This article presents two dimensional (2D) and three-dimensional (3D) computational analysis of rotating detonation combustion (RDC) in annular chambers using the commercial computational fluid dynamics (CFD) solver ANSYS-Fluent V13. The applicability of ANSYS-Fluent to predict the predominant phenomena taking place in the combustion chamber of a rotating detonation combustor is assessed. Simulations are performed for stoichiometric Hydrogen-Air combustion using two different chemical mechanisms. First, a widely used one-step reaction mechanism that uses mass fraction of the reactant as a progress variable, then a reduced chemical mechanism for H2-Air combustion including NOx chemistry was employed. Time dependent 2D and 3D simulations are carried out by solving Euler equations for compressible flows coupled with chemical reactions. Fluent user defined functions (UDF) were constructed and integrated into the commercial CFD solver in order to model the micro nozzle and slot injection system for fuel and oxidizer, respectively. Predicted pressure and temperature fields and detonation wave velocities are compared for the two reaction mechanisms. Curvature effects on the properties of transverse detonation waves are studied by comparing the 2D and 3D simulations. The effects of diffusion terms on RDC phenomena are assessed by solving full Navier-Stokes equations and comparing the results with those from Euler equations. Computational results are compared with experimentally measured pressure data obtained from the literature. Results show that the detonation wave velocity is over predicted in all the simulations. However, good agreement between computational and experimental data for the pressure field and transverse detonation wave structure proves adequate capabilities of ANSYS-Fluent to predict the main physical characteristics of RDC operation. Finally, various improvements for RDC modeling are postulated, particularly for better prediction of wave velocity.

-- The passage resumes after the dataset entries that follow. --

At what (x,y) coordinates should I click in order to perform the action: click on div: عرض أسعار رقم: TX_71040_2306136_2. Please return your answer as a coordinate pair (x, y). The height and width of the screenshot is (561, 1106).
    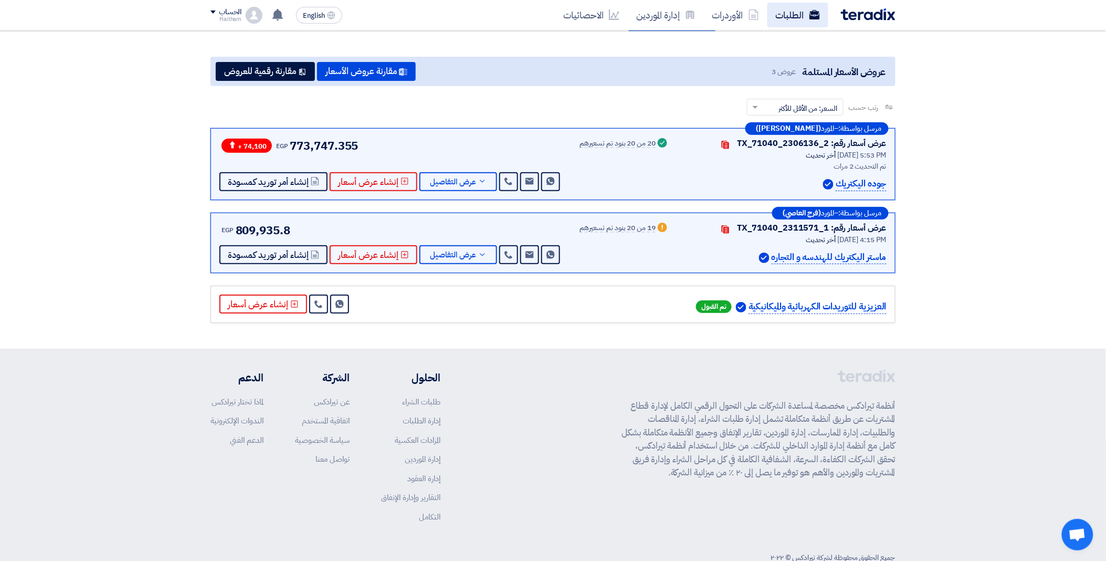
    Looking at the image, I should click on (811, 143). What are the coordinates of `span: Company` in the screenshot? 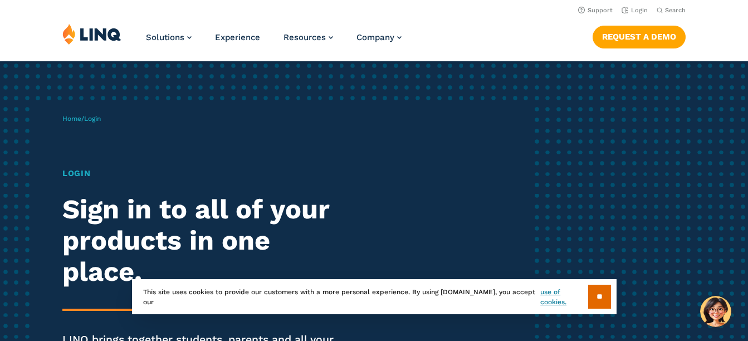 It's located at (376, 37).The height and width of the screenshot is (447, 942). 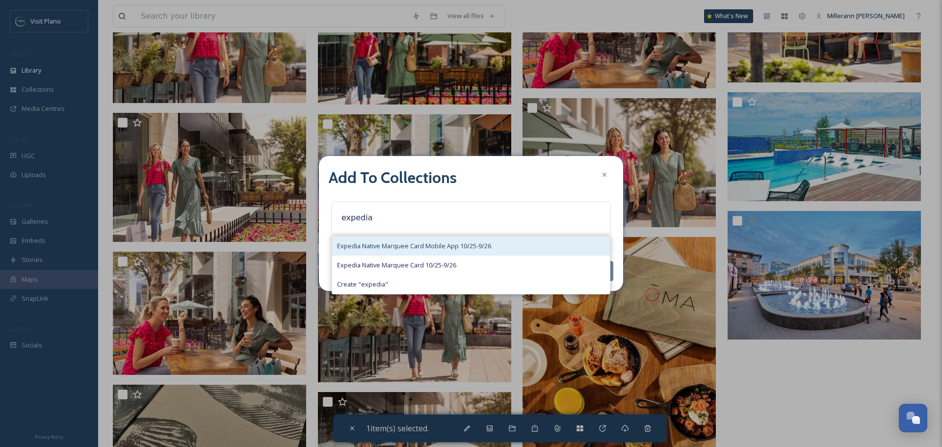 What do you see at coordinates (392, 178) in the screenshot?
I see `h2: Add To Collections` at bounding box center [392, 178].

The increasing addition of hot components on a single module comes with the challenge to cool the module. The cooling challenges are due to the presence of hot spots and the reduce space for attaching heat sinks to each component. The proposed cooling solution for a multi-chip module is a single vapor chamber shared amongst the multiple heat sources. Designing an application-optimized vapor chamber requires detailed understanding of the different processes occurring, including heat transfer by conduction, two-phase heat transfer, and fluid mechanics in porous media. In this work, a relatively large module with many heat sources is considered. We present a case of two 100W heat sources surrounded by eight heat sources of 10W each. We explore different configurations and their capillary limitations for a vapor chamber (110 mm × 110 mm). We present the comparison of numerical results using two point flux approximation method, CFD model, and a simplified model using potential flow theory to represent flow in the porous media. Results are used to analyze the capillarity limitation of the large vapor chamber in delivering liquid flow to heat source locations for steady state.
A combined particle image velocimetry (PIV) and particle image thermometry (PIT) method was applied to visualize and measure simultaneously the 2-D velocity and temperature fields in a crystallizer. The 2-D supersaturation field can be also determined before nucleation or seeding takes place. The hydrodynamic behavior in an internal loop airlift crystallizer was studied for different air flow rates, sparger types, and crystal holdups to get insight in the optimal process conditions for this crystallizer, i.e. uniform temperatures and particle concentration. The 2-D velocity and temperature gradients showed that in a 2 L crystallizer the mixing is sufficient to ensure uniform supersaturation profiles at an overall superficial air velocity higher than 2.3 mm/s. Suspension tests showed that a superficial air velocity of 7 mm/s was sufficient to avoid settling of the crystals. This air flow rate assured the lifting of the solids from the bottom of the crystallizer for crystals with a mean size of 1.5 mm and holdups up to 10 wt %. Both the circulation velocity and the crystal holdup which could be totally suspended increased with the air flow rate. For the ammonium sulfate−water system, the crystal growth behavior, which is also influenced by the mixing, was theoretically studied. The growth of the crystals in an airlift crystallizer behaves comparable to that in a suspension stirred crystallizer, and no evidence for mass transfer limitation of the crystal growth was found.